Directed by: Rawson Marshall Thurber
Starring: Dwayne Johnson, Ryan Reynolds, Gal Gadot, Ritu Arya, Chris Diamantopoulous
I've heard of movies designed to be the kinds you simply shut off your brain to watch. That's not always a bad thing. Some films work that way. Red Notice is such a movie, but the trouble with a picture like Red Notice is you struggle to recall what happened moments after finishing it. I know this much: Everyone is after a priceless egg once owned by Cleopatra. Maybe not priceless, but worth hundreds of millions. Numbers are thrown around as quickly as double crosses in Red Notice. It all adds up to very little.
Red Notice is not built to be original or groundbreaking, but that doesn't mean it has to feel weary and deflated. Writer-director Rawson Marshall Thurber has made some funny films in the past (Dodge Ball, Central Intelligence, and Skyscraper, which was cheerfully ridiculous, but fun). Johnson plays FBI profiler John Hartley, who is on the trail of art thief Nolan Booth (Reynolds).

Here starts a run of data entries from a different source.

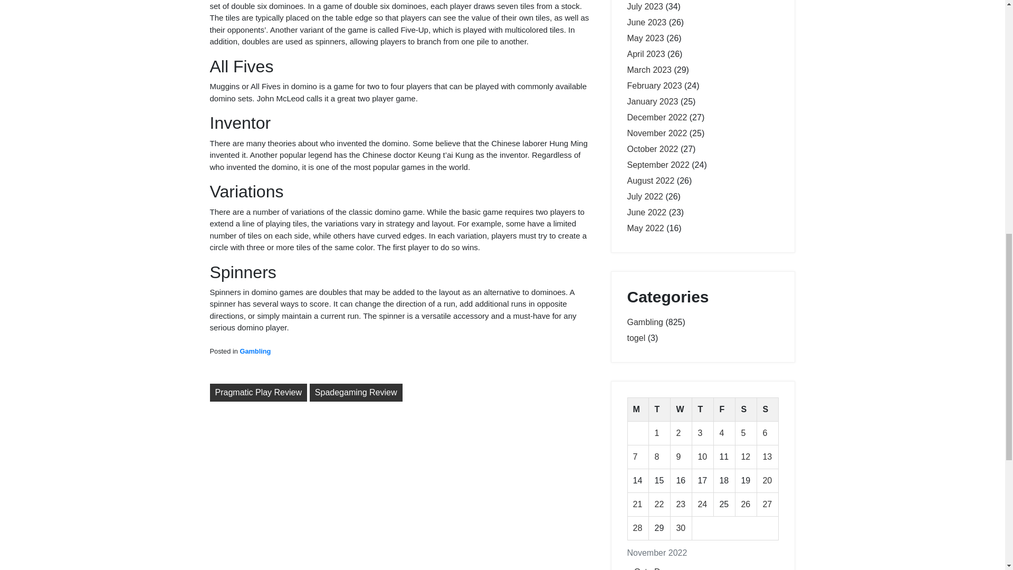 The image size is (1013, 570). Describe the element at coordinates (638, 409) in the screenshot. I see `Monday` at that location.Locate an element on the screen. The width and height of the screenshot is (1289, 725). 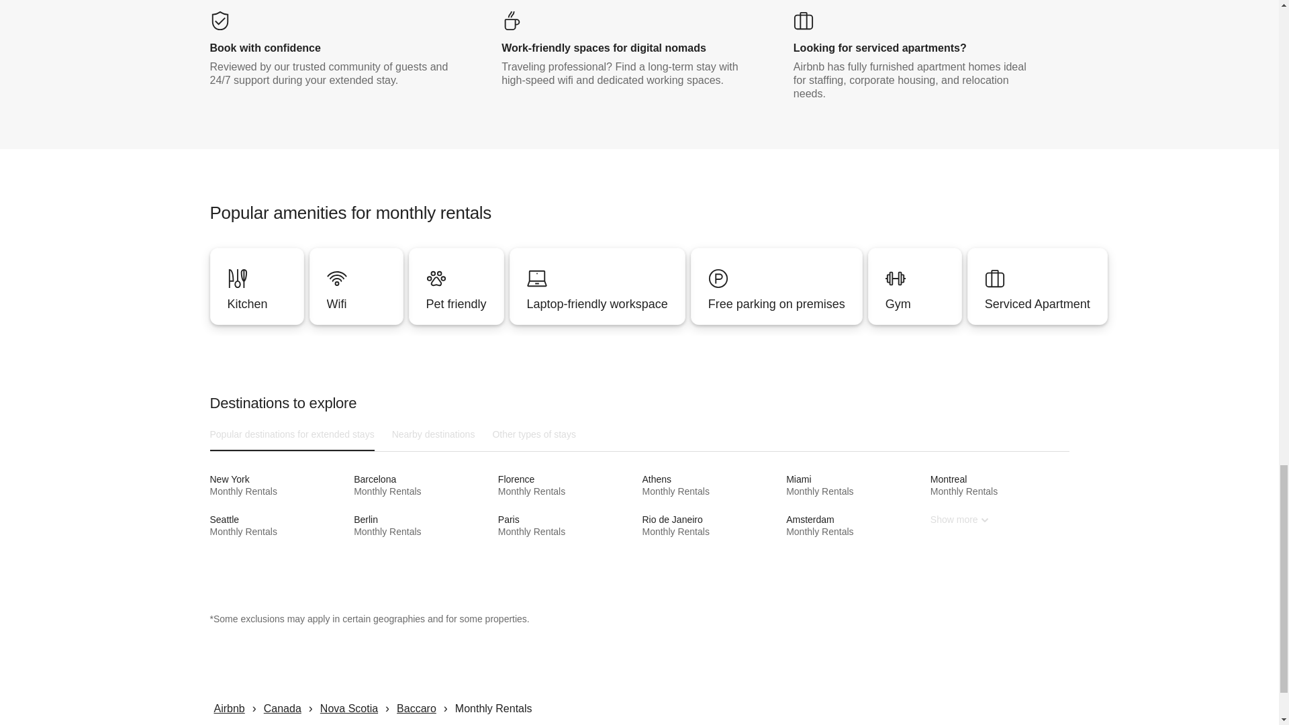
Laptop-friendly workspace is located at coordinates (434, 434). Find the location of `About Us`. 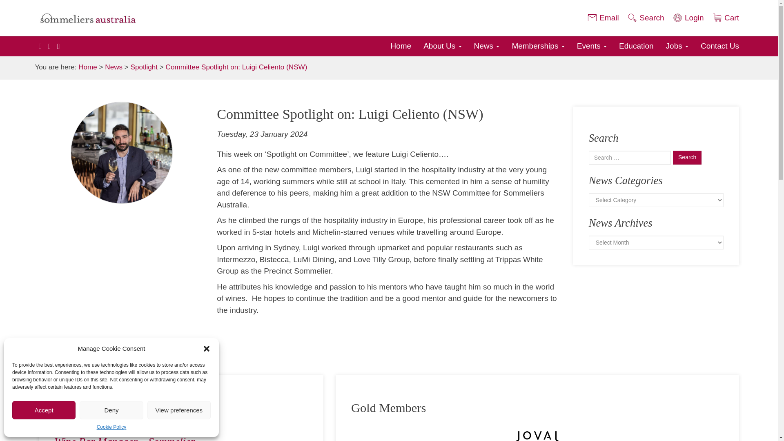

About Us is located at coordinates (442, 46). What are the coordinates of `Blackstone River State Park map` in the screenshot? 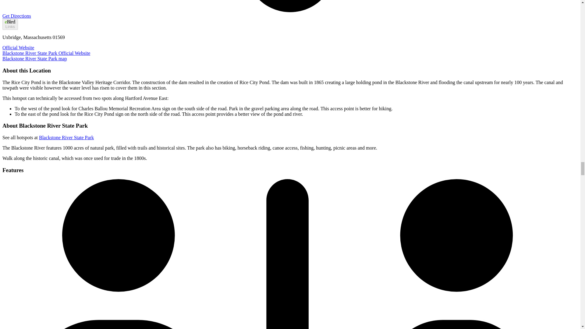 It's located at (35, 59).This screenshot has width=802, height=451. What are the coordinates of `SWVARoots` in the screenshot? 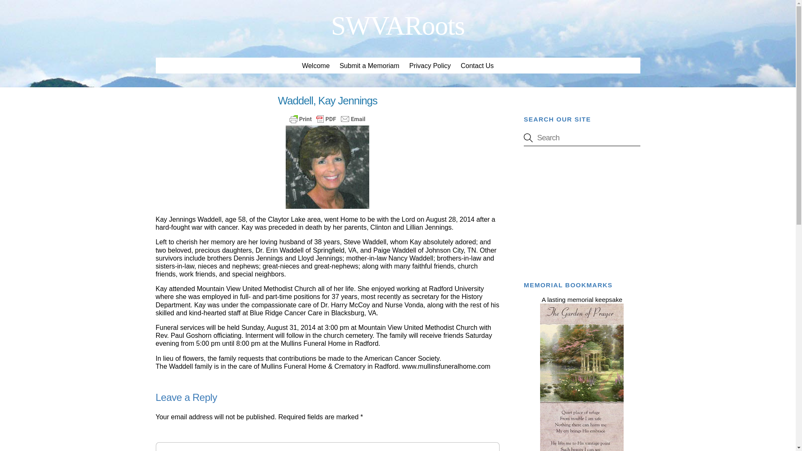 It's located at (397, 25).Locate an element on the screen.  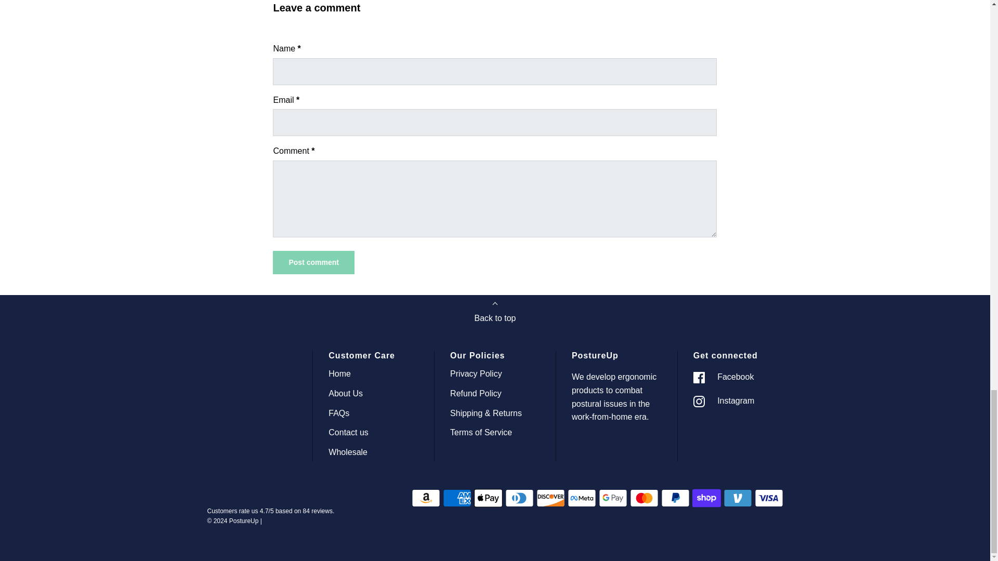
Instagram icon is located at coordinates (699, 402).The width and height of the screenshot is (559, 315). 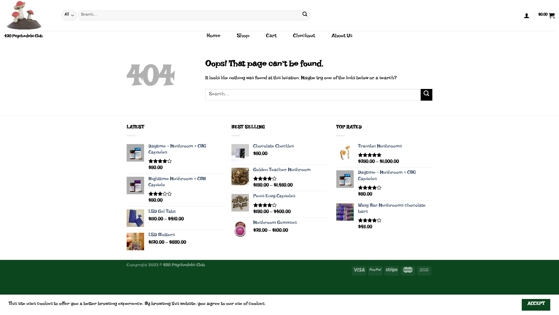 What do you see at coordinates (186, 235) in the screenshot?
I see `LSD Blotters` at bounding box center [186, 235].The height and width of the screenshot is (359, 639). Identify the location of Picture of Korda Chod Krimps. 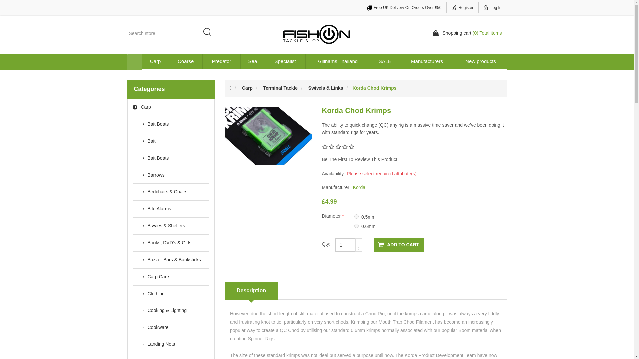
(268, 135).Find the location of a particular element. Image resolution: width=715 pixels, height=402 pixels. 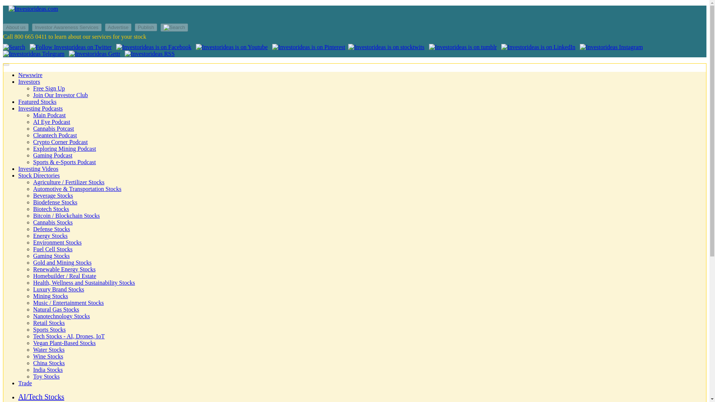

Publish is located at coordinates (147, 27).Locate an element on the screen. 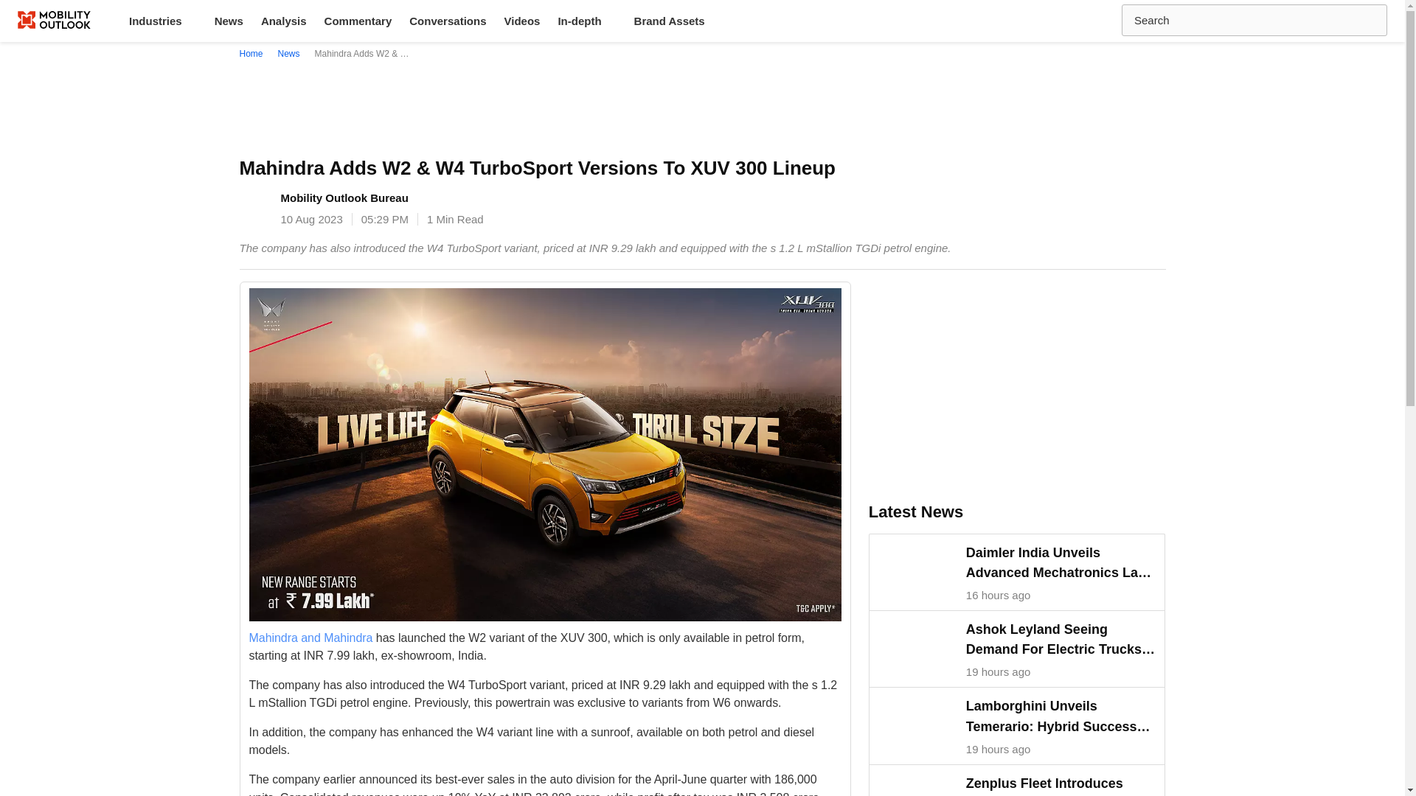 This screenshot has width=1416, height=796. News is located at coordinates (288, 53).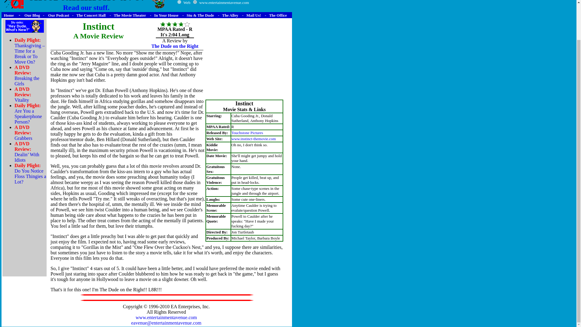 Image resolution: width=581 pixels, height=327 pixels. I want to click on The Dude on the Right, so click(175, 46).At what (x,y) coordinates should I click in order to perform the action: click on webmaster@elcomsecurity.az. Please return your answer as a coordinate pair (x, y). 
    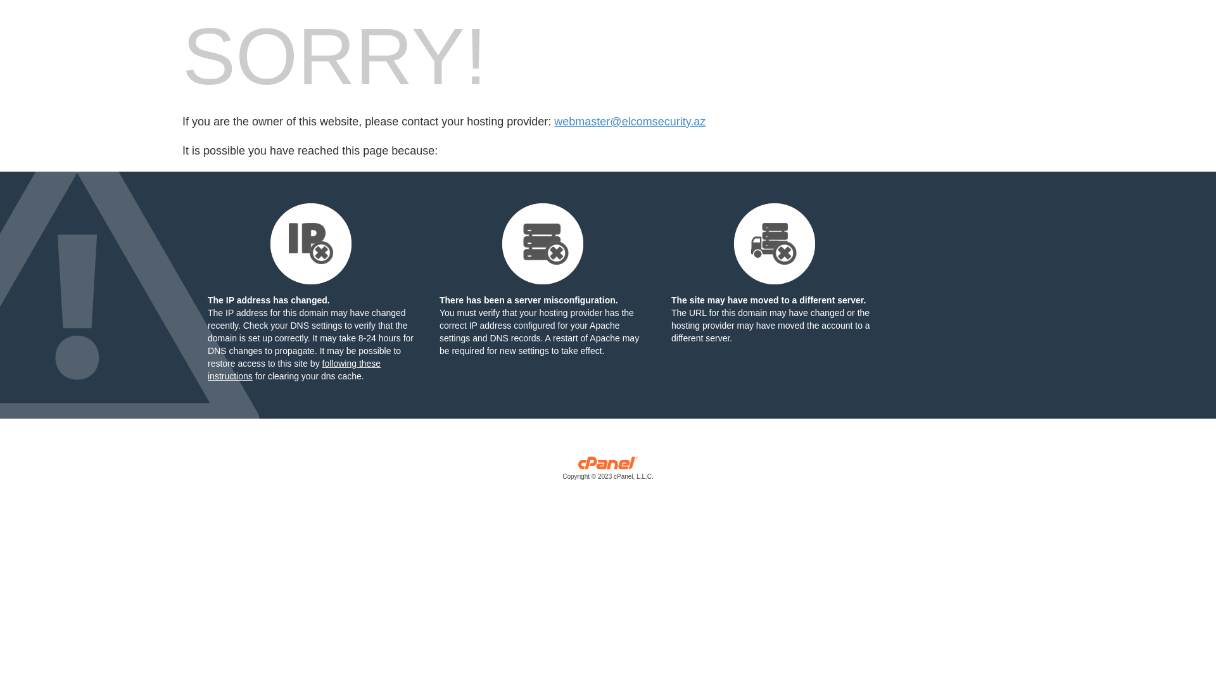
    Looking at the image, I should click on (630, 122).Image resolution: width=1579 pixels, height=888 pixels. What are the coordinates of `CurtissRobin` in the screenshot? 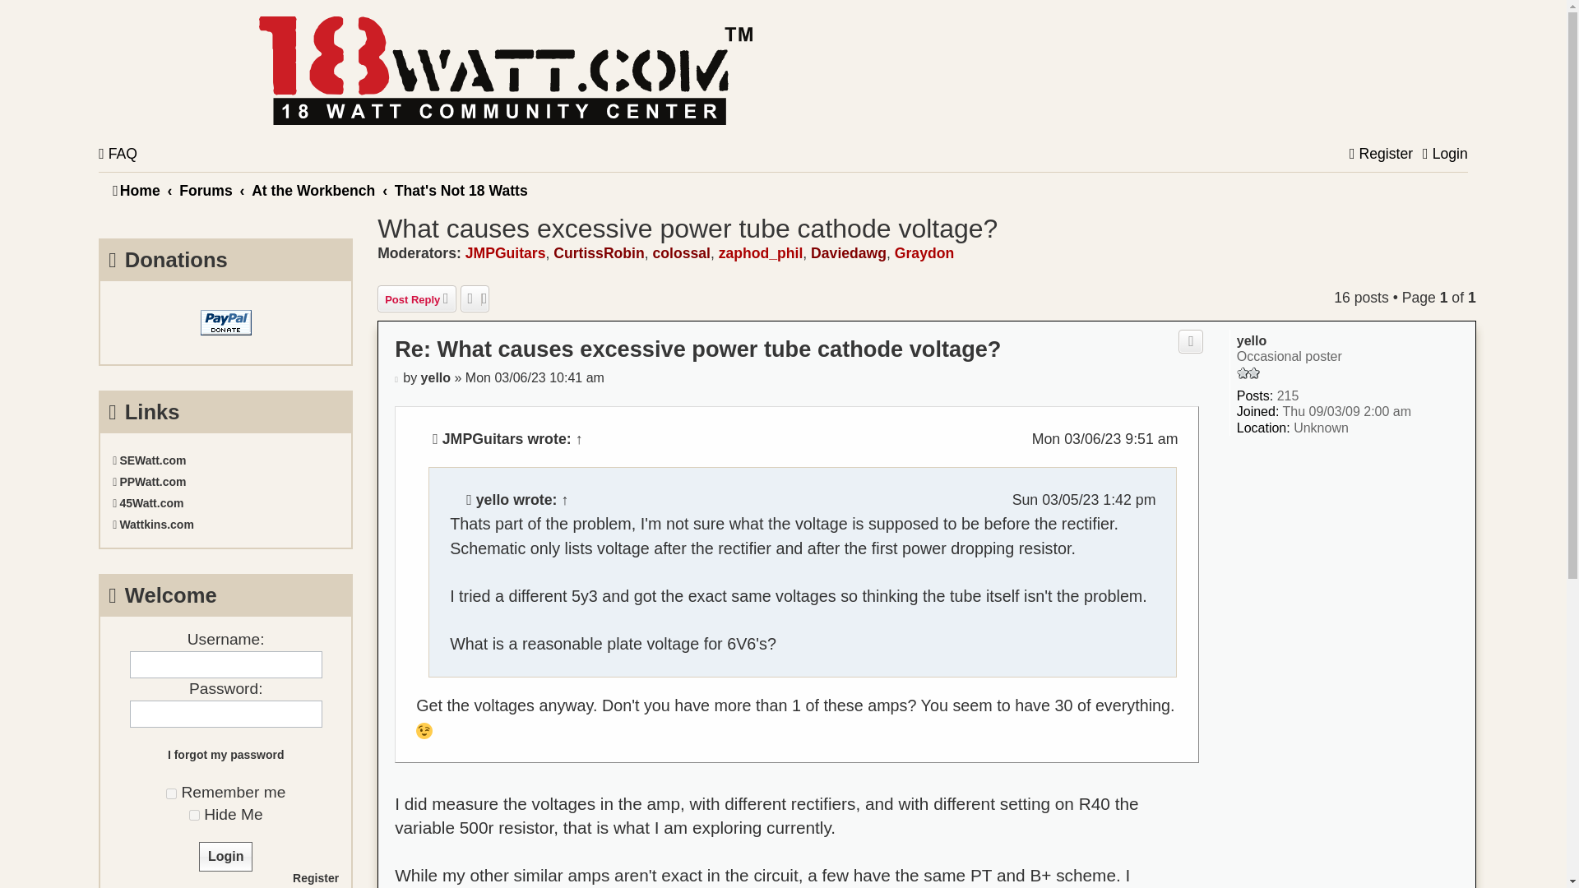 It's located at (599, 253).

He hopes to have Booth help him capture an even more elusive target known as The Bishop (Gadot), who plans to find and steal the fabled Cleopatra egg. Booth and Hartley of course Don't Get Along, but soon Learn To Get Along after trading quips, punches, insults, and involvement in an escape from a Russian prison. I forget exactly how they both came to be prison denizens. Oh yes, Booth is captured by Hartley and Hartley is framed as an accomplice to the Bishop.
Johnson, Gadot, and Reynolds play characters who aren't a million miles removed from their famed personas. Try as they might, they cannot elevate the material above its standard origins. Red Notice is chock full of action, fights, double and triple crosses, and much of it portrayed in front of an obvious green screen even as the scenery switches from city to city. It makes no difference. Red Notice plays like a movie with its wheels spinning furiously in the mud to no avail.